By Andrew Welsh-Huggins
The Associated Press
COLUMBUS - Millennium Community School, a 670-pupil charter school in Columbus, would gain $100,000 a year by a proposal to shift additional state dollars to charter schools.
Dayton city schools, with about 19,000 students, would lose about $860,000.
Proposed changes to Ohio laws regarding charter schools would shift at least $9 million in taxpayer dollars to charter schools each year.
Charter schools say they are state-funded schools that still don't receive enough money through the Department of Education. Traditional districts say they can't afford to lose yet more money to the publicly funded, privately run schools.
The funding, meant to close the gap between rich and poor districts, is called parity aid.
"If you're talking about equality, why would one public school student be eligible for funding to improve their education and another public school student not be allowed to receive that same type of funding?" asked Rep. Jon Husted, a Dayton-area Republican who pushed the proposal in the House.
Overall, the House budget would provide $334 million in parity aid to school districts next year, a 59 percent increase over this year. Husted said the $9 million is only a small fraction - about 2.6 percent - of that increase.
The future of the proposal, which was approved as part of the House version of Ohio's $48.5 billion budget, is unclear. Senate Republicans told charter school advocates two weeks ago they have concerns about moving more money out of traditional districts.
The Senate plans to vote on its version of the budget next month.
The state is expected to provide about $200 million to the charter schools this year, or about 2 percent of Ohio's annual school budget. Ohio has about 34,000 charter school students.
Education groups and teachers unions oppose the proposal, saying charter schools are taking too much money already from traditional districts and aren't performing academically.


- **Problem description**: Comb the records below for the string "Image" and copy each line where it turns up.

· · · · · · ·

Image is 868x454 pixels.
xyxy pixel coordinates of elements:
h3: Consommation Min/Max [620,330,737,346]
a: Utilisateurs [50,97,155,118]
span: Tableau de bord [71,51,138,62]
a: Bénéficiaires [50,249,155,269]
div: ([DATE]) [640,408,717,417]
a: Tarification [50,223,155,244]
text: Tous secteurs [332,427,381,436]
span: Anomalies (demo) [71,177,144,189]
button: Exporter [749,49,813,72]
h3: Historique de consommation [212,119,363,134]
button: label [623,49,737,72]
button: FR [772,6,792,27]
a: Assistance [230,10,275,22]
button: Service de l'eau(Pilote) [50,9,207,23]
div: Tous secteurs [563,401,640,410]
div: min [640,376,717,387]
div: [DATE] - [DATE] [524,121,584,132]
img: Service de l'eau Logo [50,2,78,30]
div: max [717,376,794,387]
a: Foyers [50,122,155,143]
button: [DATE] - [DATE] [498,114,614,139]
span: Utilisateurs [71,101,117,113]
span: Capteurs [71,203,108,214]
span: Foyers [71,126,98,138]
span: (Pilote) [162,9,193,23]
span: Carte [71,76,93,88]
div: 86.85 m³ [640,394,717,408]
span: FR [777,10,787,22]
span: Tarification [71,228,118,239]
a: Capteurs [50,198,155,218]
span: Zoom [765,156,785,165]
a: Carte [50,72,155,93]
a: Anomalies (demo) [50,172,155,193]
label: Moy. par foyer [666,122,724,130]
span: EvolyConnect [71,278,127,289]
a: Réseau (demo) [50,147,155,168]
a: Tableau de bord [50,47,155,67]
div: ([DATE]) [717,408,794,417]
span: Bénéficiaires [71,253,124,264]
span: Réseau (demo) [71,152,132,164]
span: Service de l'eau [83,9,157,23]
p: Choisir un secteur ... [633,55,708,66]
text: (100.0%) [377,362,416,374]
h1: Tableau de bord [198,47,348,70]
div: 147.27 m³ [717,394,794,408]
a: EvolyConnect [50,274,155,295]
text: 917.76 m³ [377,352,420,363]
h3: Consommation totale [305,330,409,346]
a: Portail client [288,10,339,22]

· · · · · · ·

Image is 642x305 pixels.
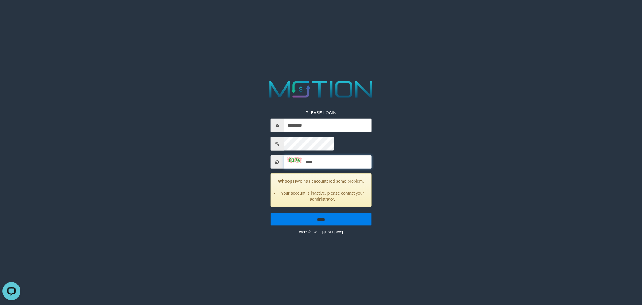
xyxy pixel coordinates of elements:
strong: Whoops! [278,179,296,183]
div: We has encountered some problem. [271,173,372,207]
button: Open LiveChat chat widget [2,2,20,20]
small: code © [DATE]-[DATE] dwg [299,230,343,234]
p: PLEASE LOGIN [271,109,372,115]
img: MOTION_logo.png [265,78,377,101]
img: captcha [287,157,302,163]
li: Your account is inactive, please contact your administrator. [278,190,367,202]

· · · · · · ·

- **Result of the exercise**:
Image is 868x454 pixels.
Image is 642x305 pixels.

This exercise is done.